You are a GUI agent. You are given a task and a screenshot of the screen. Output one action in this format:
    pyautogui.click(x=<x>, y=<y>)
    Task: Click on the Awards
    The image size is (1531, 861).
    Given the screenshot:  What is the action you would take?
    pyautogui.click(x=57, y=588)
---
* **ASSIGNED TASK**: Whatever is in the entries above, write it out exactly.

* **WRITTEN SOLUTION**:
You are a GUI agent. You are given a task and a screenshot of the screen. Output one action in this format:
    pyautogui.click(x=<x>, y=<y>)
    Task: Click on the Awards
    The image size is (1531, 861).
    Given the screenshot:  What is the action you would take?
    pyautogui.click(x=57, y=588)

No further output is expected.